Japan

‘Good’ and ‘bad’ war – and the struggle of memory against forgetting

Like most Koreans, the farmers and fishing families protested the senseless division of their nation between north and south in 1945 – a line drawn along the 38th Parallel by an American official, Dean Rusk, who had “consulted a map around midnight on the day after we obliterated Nagasaki with an atomic bomb,” wrote Cumings. The myth of a “good” Korea (the south) and a “bad” Korea (the north) was invented.

Dollar survival behind US-China tensions

The escalation of military tensions between Washington and Beijing in the East China Sea is superficially over China’s unilateral declaration of an air defense zone. But the real reason for Washington’s ire is the recent Chinese announcement that it is planning to reduce its holdings of the US dollar.

The Ocean is Broken

What was missing was the cries of the seabirds which, on all previous similar voyages, had surrounded the boat.
The birds were missing because the fish were missing.
No fish. No birds. Hardly a sign of life at all.
“In years gone by I’d gotten used to all the birds and their noises,” he said.
But in March and April this year, only silence and desolation surrounded his boat, Funnel Web, as it sped across the surface of a haunted ocean.

Fuel Removal From Fukushima’s Reactor 4 Threatens ‘Apocalyptic’ Scenario

An operation with potentially “apocalyptic” consequences is expected to begin in a little over two weeks from now – “as early as November 8” – at Fukushima’s damaged and sinking Reactor 4, when plant operator TEPCO will attempt to remove over 1300 spent fuel rods holding the radiation equivalent of 14,000 Hiroshima bombs from a spent fuel storage tank perched on the reactor’s upper floor.

The Crisis at Fukushima 4

within as few as 60 days it may begin trying to remove more than 1300 spent fuel rods from a badly damaged pool perched 100 feet in the air. The pool rests on a badly damaged building that is tilting, sinking and could easily come down in the next earthquake, if not on its own.

Some 400 tons of fuel in that pool could spew out more than 15,000 times as much radiation as was released at Hiroshima.

Hiroshima, Nagasaki and the Big Historical Lie

In this sense, the bombing of Hiroshima and Nagasaki are more accurately perceived as the opening salvos of the Cold War, rather than the final shots fired in the Second World War – the Cold War was, after all, defined essentially as a balance of nuclear powers; realpolitik and the primacy of power where the arms race and military insanity took supremacy over diplomacy.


- **Problem to solve**
Only the lines with "subscript" in the entries below belong in the answer; please copy them.

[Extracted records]

□ □ □ □

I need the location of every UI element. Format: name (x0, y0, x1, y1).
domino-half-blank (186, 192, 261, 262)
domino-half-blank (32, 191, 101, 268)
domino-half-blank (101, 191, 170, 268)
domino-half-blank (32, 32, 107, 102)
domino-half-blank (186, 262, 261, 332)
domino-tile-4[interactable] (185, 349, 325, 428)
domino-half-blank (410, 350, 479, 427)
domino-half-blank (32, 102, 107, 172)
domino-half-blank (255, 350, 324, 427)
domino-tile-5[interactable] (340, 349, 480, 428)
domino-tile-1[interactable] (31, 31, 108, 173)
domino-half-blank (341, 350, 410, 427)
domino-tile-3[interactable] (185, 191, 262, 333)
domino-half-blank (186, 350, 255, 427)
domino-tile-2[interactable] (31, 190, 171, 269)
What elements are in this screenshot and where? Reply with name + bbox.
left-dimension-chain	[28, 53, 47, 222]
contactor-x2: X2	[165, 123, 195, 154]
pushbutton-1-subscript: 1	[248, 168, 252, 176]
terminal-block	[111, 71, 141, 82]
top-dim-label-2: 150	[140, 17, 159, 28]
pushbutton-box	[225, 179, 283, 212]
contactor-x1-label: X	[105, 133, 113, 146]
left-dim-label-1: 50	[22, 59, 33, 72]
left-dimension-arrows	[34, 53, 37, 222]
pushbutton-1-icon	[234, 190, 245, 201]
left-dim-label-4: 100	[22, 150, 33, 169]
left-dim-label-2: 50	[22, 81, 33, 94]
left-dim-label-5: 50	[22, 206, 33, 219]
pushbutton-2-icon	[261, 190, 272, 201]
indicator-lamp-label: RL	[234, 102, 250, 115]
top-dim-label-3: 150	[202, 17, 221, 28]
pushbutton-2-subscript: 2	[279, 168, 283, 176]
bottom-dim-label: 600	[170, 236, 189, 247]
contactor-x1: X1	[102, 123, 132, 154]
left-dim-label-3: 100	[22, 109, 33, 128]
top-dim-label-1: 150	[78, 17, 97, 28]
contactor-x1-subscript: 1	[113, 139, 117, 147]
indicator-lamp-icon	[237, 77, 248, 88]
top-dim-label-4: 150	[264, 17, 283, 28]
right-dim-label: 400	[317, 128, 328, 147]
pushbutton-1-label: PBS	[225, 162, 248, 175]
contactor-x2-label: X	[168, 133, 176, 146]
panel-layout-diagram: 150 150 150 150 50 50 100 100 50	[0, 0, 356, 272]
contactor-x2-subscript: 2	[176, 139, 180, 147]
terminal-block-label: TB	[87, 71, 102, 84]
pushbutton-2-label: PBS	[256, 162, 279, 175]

□ □ □ □

- **Result of the exercise**
pushbutton-1-subscript: 1	[248, 168, 252, 176]
pushbutton-2-subscript: 2	[279, 168, 283, 176]
contactor-x1-subscript: 1	[113, 139, 117, 147]
contactor-x2-subscript: 2	[176, 139, 180, 147]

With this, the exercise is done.